Try 2.0.7.alpha.  There was a little bug in the tilde expansion
mechanism of which this might be Yet Another Incarnation.  (Its
effect used to depend on the length of the username mod 4, not on
the particular string "root"...)

> 2. Here is a microscopic remark on the documentation:

Noted, with thanks;  will be among numerous other little doc changes
in the next version. :^)

[3.] [...]
> First I would write a correct (complex) evaluation for dilog(),
> then for polylog() or perhaps better for
> multilog(p+1,x) = int_1^x {ln()x^p \over 1-x} dx
> (why not "multilog" ?). [...]
> Of course I should have read the source of PARI on this
> topic!

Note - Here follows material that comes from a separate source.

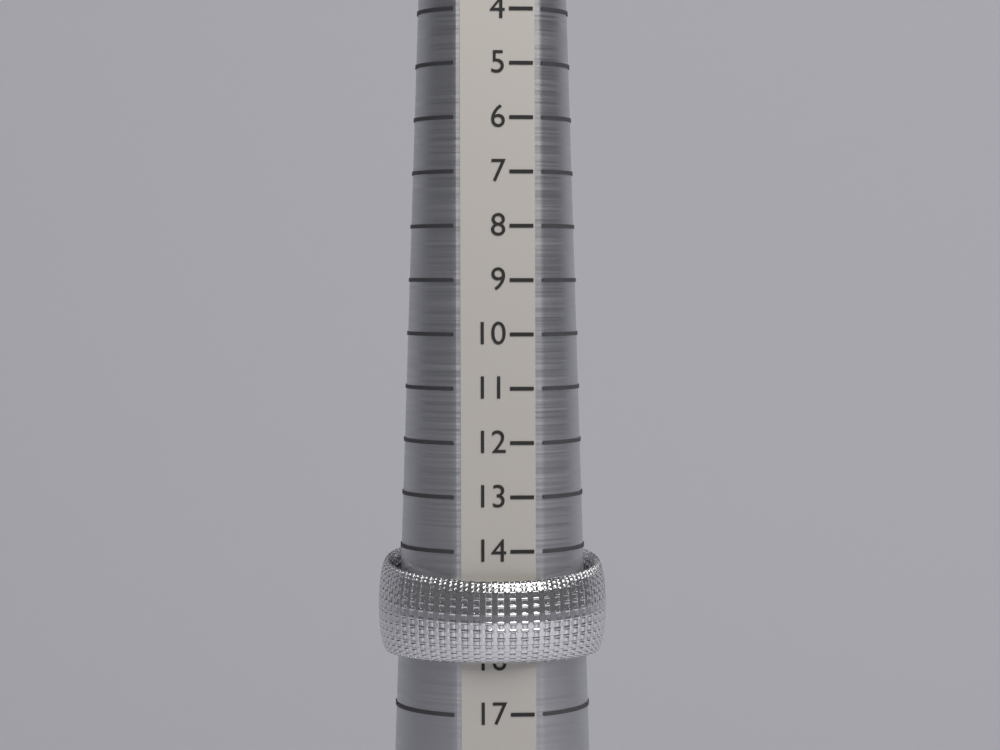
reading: 16 (no unit)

But it is not really litterate programming :-)

Yes, but it's fast because it's written in French, with apologies
to Wieb Bosma for misquoting him. ;)

Do have a glance at src/basemath/trans3.c nevertheless;  it takes
some getting used to, but one _can_ actually read the code.

> Does anibody know a reference for the formulas
> of Zagier in the same paragraph (polylog)?

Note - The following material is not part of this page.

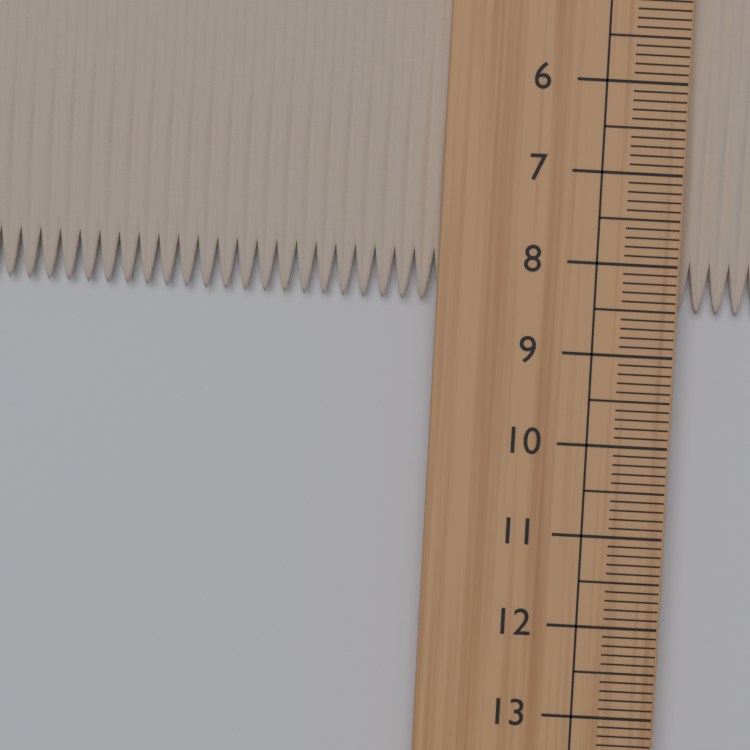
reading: 8.5 cm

The paper by Cohen, Lewin and Zagier in the very first issue of
Experimental Mathematics (1992, pp 25-34) might give you some
inspiration.

> [...] a power series with the Bernoulli numbers in
> ln(z), whose convergence is 0< | \ln(z) | < 2 \Pi.

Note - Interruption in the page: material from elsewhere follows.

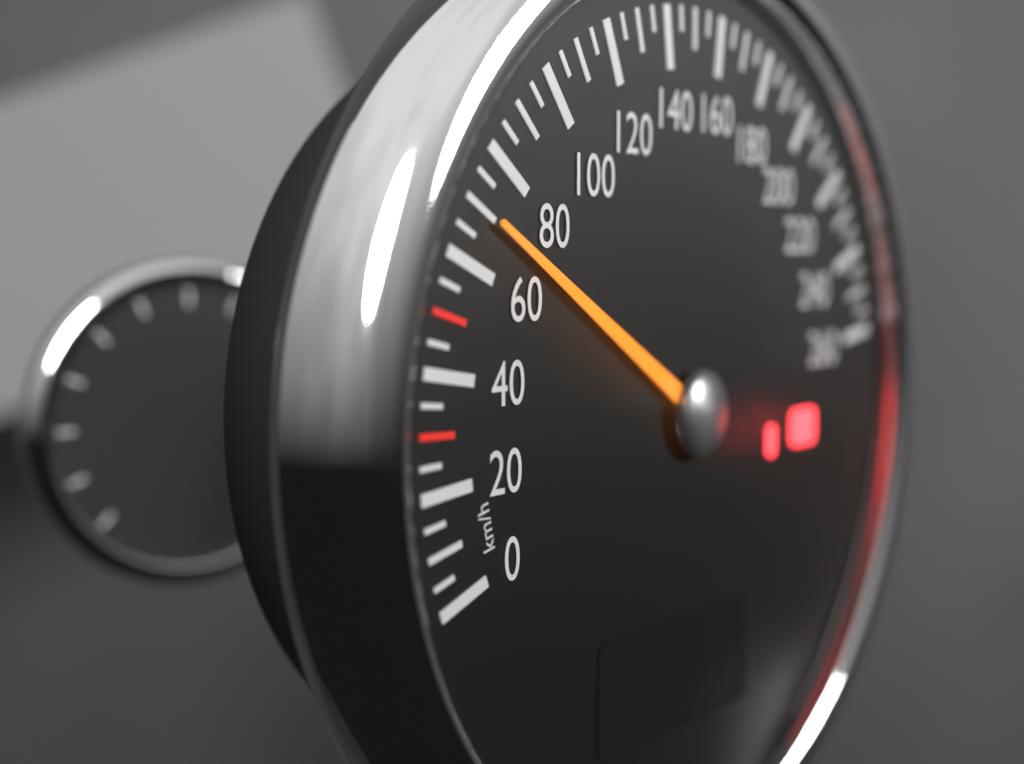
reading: 70 km/h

Yes, that's essentially what you'll find in the above paper.
(Plus suggestions for computing zeta values at odd positive
integers, for the other half of the coefficients in the series.)
For very small |z|, you can use the power series in z directly,
and for very large |z|, the functional equation relating dilog(z)
to dilog(1/z).  Don't know about multilog, but since this series
thing for polylog converges very fast, expressing multilog in
terms of one of the polylogs might in fact be appropriate.